Instead of a dog that, when placed in front of a TV screen, sees only pixels rather than people, imagine little three-year-old Chantal Duplessix, who is watching La Femme du boulanger with her parents. All three are native speakers of French, so there’s no language barrier. Just like her maman and papa, Chantal sees right through the pixels to the events in the village, and when that wonderful final scene arrives and Aimable rakes the cat over the coals, Chantal laughs and laughs at Aimable’s fury — but she doesn’t suspect for a moment that there is another reading of his words. She’s too young to get the analogy between Aurélie and Pomponnette, and so for her there is only one meaning there. Filmmaker Pagnol’s analogy-mediated meaning, which takes for granted the “simple” (although dog-eluding) mapping of pixels to remote events and thus piggybacks on it, is effortlessly perceived by her parents, but for the time being, it lies intellectually beyond Chantal, and is utterly inaccessible to her. In a few years, of course, things will be different — Chantal will have learned how to pick up on analogies between all sorts of complex situations — but that’s how things are now.
With this situation, we can make a more realistic and more generous comparison to Bertrand Russell (yet another analogy!). Chantal, unlike a dog, does not merely see meaningless patterns of light on the screen; she effortlessly sees people and events — the “easy” meaning of the patterns. But there is a second level of meaning that takes the people and events for granted, a meaning transmitted by an analogy between events, and it’s that higher level of meaning that eludes Chantal. In much the same way, Gödel’s higher level of meaning, mediated by his mapping, his marvelous analogy, eluded Bertrand Russell. From what I have read about Russell, he never saw the second level of meaning of formulas of PM. In a certain sad sense, the good Lord never learned to read his own holy books.
Pickets at the Posh Shop
As I suggested above, your recently returned roving sweetheart might well hear an extra level of meaning while listening to Aimable chastise Pomponnette. Thus a play or film can carry levels of meaning that the author never dreamt of. Let’s consider, for example, the little-known 1931 play The Posh Shop Picketeers, written by social activist playwright Rosalyn Wadhead (ever hear of her?). This play is about a wildcat strike called by the workers at Alf and Bertie’s Posh Shop (I admit, I never did figure out what they sold there). In this play, there is a scene where shoppers approaching the store’s entrance are exhorted not to cross the picket line and not to buy anything in the store (“Alf and Bertie are filthy dirty! Please don’t cross our Posh Shop pickets! Please cross over to the mom-and-pop shop!”). In the skilled hands of our playwright, this simple situation led to a drama of great tension. But for some reason, just before the play was to open, the ushers in the theater and the actors in the play got embroiled in a bitter dispute, as a result of which the ushers’ union staged a wildcat strike on opening night, put up picket lines, and beseeched potential playgoers not to cross their lines to see The Posh Shop Picketeers.
Obviously, given this unanticipated political context, the lines uttered by the actors inside the play assumed a powerful second meaning for viewers in the audience, an extra level of meaning that Rosalyn Wadhead never intended. In fact, the picketing Posh Shop worker named “Cagey”, who disgustedly proclaims, after a brash matron pushes her aside and arrogantly strides into Alf and Bertie’s upscale showroom, “Anyone who crosses the picket line in front of Alf and Bertie’s Posh Shop is scum”, was inevitably heard by everyone in the audience (which by definition consisted solely of people who had crossed the picket line outside the theater) as saying, “Anyone who crossed the picket line in front of this theater is scum”, and of course this amounted to saying, “Anyone who is now sitting in this audience is scum”, which could also be heard as “You should not be listening to these lines”, which was the diametric opposite of what all the actors, including the one playing the part of Cagey, wanted to tell their audience, whose entry into the theater they so much appreciated, given the ushers’ hostile picket line.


» YOUR OBJECTIVE
Scan the records below for the line containing "Describe the element at coordinates (430, 454)" and the line containing "The image size is (321, 235).". Copy both, plus every line between, exactly.

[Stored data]
BEGIN
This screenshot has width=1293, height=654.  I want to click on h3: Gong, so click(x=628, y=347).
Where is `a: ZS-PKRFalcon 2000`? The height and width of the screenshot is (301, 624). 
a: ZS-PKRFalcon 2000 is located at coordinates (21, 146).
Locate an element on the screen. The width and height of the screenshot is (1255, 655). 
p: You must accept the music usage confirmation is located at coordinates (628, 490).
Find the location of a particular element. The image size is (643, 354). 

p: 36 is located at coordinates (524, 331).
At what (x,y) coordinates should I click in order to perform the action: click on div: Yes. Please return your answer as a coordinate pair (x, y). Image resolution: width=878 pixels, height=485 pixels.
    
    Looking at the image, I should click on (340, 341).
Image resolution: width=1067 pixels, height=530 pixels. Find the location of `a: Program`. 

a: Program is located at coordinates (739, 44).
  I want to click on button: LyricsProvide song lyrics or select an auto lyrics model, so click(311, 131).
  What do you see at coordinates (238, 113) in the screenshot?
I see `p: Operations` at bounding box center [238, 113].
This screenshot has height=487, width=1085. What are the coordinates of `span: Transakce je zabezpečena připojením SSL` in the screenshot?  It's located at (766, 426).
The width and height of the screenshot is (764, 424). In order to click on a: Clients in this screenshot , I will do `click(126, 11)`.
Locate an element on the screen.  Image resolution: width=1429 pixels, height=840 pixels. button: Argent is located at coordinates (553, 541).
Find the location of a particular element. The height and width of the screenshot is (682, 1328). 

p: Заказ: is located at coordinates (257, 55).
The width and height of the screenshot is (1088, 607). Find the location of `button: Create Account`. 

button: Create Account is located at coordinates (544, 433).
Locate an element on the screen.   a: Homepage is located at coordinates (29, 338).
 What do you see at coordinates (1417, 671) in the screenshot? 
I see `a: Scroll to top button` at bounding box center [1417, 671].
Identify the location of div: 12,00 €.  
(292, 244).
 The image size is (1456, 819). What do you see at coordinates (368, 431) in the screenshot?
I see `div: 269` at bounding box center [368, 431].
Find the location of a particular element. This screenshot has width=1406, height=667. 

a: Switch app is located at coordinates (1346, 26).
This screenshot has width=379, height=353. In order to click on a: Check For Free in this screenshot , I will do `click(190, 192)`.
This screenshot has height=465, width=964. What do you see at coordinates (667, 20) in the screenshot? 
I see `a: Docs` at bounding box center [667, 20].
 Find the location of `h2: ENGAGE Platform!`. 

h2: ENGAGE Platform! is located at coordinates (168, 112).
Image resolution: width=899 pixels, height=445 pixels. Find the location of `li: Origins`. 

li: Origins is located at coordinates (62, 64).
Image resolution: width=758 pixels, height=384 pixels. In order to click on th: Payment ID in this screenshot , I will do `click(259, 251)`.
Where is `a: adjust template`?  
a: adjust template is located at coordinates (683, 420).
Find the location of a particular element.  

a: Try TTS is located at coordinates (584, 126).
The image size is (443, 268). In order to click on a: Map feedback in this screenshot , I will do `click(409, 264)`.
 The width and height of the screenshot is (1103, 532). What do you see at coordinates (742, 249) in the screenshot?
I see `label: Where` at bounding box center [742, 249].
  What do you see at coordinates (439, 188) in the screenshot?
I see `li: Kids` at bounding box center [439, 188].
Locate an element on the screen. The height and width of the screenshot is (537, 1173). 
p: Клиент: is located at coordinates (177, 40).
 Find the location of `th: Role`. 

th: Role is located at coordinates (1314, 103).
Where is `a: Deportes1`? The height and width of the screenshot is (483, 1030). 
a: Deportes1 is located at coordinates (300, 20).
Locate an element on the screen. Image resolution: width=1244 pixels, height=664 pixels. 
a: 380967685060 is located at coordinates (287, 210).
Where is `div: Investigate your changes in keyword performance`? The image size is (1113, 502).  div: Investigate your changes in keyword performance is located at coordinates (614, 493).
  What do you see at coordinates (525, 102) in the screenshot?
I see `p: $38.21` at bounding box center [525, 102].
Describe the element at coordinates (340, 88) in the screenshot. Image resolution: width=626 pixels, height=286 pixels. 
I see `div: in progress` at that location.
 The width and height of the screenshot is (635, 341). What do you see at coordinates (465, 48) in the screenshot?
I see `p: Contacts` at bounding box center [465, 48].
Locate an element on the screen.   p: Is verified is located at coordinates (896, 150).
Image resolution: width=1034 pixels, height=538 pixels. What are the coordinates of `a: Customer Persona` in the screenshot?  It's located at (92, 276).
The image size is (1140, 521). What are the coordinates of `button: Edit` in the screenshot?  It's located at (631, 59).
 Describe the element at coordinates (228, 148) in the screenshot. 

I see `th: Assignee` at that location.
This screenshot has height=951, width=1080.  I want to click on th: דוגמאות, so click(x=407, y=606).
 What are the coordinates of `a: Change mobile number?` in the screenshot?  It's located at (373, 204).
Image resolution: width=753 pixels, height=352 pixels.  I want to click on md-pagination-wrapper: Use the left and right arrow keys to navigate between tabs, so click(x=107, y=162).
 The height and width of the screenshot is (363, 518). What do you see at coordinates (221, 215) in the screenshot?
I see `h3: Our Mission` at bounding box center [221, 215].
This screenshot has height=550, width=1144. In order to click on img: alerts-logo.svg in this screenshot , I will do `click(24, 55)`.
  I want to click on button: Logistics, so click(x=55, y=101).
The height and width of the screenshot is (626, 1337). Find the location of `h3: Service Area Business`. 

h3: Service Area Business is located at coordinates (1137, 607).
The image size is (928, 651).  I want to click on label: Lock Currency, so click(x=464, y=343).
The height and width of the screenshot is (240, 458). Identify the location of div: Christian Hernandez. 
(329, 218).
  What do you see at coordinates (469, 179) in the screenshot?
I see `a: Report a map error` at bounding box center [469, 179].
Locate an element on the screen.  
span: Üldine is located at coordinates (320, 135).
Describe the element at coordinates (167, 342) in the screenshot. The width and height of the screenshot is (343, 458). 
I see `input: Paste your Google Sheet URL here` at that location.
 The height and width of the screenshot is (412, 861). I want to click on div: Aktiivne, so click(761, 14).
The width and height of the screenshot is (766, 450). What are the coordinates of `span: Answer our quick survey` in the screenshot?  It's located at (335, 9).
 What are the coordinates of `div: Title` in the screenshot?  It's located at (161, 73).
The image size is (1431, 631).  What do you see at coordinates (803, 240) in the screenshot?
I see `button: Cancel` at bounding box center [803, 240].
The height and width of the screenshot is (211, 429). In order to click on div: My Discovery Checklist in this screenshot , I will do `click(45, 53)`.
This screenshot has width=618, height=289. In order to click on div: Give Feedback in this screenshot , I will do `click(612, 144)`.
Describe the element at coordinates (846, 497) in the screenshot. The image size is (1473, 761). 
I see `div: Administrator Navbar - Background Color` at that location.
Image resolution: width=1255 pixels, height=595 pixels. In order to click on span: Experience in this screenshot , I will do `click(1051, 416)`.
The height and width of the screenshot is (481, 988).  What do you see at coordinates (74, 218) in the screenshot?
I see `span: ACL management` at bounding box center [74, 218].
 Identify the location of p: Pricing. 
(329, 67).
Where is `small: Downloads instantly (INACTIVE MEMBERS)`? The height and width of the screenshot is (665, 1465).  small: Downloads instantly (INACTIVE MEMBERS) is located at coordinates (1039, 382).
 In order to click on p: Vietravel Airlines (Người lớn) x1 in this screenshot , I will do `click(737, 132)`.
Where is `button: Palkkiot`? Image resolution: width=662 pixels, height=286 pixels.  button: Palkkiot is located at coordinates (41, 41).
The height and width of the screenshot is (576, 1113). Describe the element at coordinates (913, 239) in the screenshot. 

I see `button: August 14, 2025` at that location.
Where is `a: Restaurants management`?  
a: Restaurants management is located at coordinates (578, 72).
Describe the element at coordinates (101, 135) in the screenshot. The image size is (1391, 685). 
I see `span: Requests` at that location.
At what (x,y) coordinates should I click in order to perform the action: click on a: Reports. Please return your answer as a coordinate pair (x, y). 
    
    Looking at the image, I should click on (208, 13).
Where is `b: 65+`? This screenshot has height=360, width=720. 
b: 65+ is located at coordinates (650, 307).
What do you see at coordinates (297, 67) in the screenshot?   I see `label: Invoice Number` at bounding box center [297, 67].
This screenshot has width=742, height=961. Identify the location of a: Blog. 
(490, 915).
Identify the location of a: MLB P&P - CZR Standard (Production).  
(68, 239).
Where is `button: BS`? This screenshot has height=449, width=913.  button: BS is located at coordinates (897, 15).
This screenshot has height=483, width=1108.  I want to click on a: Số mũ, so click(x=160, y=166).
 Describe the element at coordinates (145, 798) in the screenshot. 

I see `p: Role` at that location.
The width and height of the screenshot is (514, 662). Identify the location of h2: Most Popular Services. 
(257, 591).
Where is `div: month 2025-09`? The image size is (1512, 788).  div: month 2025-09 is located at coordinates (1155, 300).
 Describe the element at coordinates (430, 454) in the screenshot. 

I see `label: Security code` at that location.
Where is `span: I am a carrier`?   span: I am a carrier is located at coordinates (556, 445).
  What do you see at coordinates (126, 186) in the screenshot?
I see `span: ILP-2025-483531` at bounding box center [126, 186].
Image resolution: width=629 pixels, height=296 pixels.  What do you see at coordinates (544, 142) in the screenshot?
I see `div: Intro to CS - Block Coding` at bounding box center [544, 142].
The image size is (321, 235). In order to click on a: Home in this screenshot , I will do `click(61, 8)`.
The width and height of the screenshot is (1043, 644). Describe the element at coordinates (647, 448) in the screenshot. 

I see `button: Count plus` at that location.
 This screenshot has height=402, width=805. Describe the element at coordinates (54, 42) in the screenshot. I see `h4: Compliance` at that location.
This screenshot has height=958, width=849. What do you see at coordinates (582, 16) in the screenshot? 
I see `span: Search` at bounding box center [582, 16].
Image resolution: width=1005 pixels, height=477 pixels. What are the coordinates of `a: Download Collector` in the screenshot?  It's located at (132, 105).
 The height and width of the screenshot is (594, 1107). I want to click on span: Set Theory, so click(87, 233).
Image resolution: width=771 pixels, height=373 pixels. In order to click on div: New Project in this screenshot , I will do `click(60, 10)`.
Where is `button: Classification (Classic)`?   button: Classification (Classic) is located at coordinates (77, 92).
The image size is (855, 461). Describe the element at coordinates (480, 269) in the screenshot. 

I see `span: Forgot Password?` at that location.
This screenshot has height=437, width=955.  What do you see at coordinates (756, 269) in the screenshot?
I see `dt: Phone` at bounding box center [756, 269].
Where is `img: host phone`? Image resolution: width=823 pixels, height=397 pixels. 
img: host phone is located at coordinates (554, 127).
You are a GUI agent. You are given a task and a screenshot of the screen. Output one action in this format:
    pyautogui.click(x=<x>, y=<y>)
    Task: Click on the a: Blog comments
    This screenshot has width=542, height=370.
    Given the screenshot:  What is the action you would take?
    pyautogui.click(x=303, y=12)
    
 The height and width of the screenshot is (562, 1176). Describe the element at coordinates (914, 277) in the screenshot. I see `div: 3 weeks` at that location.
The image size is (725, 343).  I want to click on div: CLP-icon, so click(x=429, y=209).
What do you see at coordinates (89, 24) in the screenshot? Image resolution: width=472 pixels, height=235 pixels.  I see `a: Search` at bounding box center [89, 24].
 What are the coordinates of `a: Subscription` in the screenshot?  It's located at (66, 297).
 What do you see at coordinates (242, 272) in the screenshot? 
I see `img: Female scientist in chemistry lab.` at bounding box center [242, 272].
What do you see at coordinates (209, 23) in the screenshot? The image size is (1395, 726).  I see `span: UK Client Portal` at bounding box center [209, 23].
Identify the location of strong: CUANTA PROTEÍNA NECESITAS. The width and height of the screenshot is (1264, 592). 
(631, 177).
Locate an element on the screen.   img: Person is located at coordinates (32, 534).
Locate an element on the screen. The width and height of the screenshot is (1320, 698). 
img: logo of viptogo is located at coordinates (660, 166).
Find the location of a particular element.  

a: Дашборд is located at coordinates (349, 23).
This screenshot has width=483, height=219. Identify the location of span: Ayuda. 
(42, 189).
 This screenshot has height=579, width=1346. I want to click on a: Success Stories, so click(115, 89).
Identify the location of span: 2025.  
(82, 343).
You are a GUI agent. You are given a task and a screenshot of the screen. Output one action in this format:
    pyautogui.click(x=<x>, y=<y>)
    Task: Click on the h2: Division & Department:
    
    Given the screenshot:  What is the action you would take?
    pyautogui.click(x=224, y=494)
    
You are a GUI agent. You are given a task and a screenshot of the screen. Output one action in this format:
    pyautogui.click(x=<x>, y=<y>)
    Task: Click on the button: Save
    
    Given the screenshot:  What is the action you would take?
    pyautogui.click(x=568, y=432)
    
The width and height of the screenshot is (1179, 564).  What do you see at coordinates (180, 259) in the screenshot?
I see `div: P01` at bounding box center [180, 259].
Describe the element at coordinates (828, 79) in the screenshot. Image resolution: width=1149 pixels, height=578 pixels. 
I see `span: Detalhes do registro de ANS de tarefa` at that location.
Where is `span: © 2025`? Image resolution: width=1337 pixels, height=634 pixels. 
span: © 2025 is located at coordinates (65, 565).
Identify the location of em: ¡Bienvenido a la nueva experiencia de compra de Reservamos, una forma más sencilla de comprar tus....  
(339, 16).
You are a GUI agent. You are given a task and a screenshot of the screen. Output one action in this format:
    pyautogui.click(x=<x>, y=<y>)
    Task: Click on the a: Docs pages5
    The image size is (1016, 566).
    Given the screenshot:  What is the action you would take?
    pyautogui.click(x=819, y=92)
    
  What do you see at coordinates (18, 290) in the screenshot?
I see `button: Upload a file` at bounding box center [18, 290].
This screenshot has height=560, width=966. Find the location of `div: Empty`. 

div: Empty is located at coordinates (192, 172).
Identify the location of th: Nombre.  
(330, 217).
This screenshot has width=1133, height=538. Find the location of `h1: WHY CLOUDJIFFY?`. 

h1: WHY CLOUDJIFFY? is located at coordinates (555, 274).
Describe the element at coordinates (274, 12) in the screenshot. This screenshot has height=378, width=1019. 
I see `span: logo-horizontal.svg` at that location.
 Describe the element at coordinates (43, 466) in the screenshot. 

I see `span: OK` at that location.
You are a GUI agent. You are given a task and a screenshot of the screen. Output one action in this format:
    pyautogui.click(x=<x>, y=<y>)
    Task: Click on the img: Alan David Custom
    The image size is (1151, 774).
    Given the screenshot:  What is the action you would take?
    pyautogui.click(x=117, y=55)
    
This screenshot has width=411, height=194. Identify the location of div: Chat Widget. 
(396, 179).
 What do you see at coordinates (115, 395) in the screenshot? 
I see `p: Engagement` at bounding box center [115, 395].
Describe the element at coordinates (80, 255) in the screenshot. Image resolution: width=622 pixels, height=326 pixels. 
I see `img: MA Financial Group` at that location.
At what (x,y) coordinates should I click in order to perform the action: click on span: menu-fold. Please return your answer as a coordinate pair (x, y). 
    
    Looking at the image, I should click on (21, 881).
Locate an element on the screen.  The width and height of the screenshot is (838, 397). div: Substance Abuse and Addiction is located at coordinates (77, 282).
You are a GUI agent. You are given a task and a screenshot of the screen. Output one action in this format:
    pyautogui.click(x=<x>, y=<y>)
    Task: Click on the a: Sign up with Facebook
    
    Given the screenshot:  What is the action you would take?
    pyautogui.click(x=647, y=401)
END
» YOUR RESPONSE
 Describe the element at coordinates (430, 454) in the screenshot. 

I see `label: Security code` at that location.
Where is `span: I am a carrier`?   span: I am a carrier is located at coordinates (556, 445).
  What do you see at coordinates (126, 186) in the screenshot?
I see `span: ILP-2025-483531` at bounding box center [126, 186].
Image resolution: width=629 pixels, height=296 pixels.  What do you see at coordinates (544, 142) in the screenshot?
I see `div: Intro to CS - Block Coding` at bounding box center [544, 142].
The image size is (321, 235). In order to click on a: Home in this screenshot , I will do `click(61, 8)`.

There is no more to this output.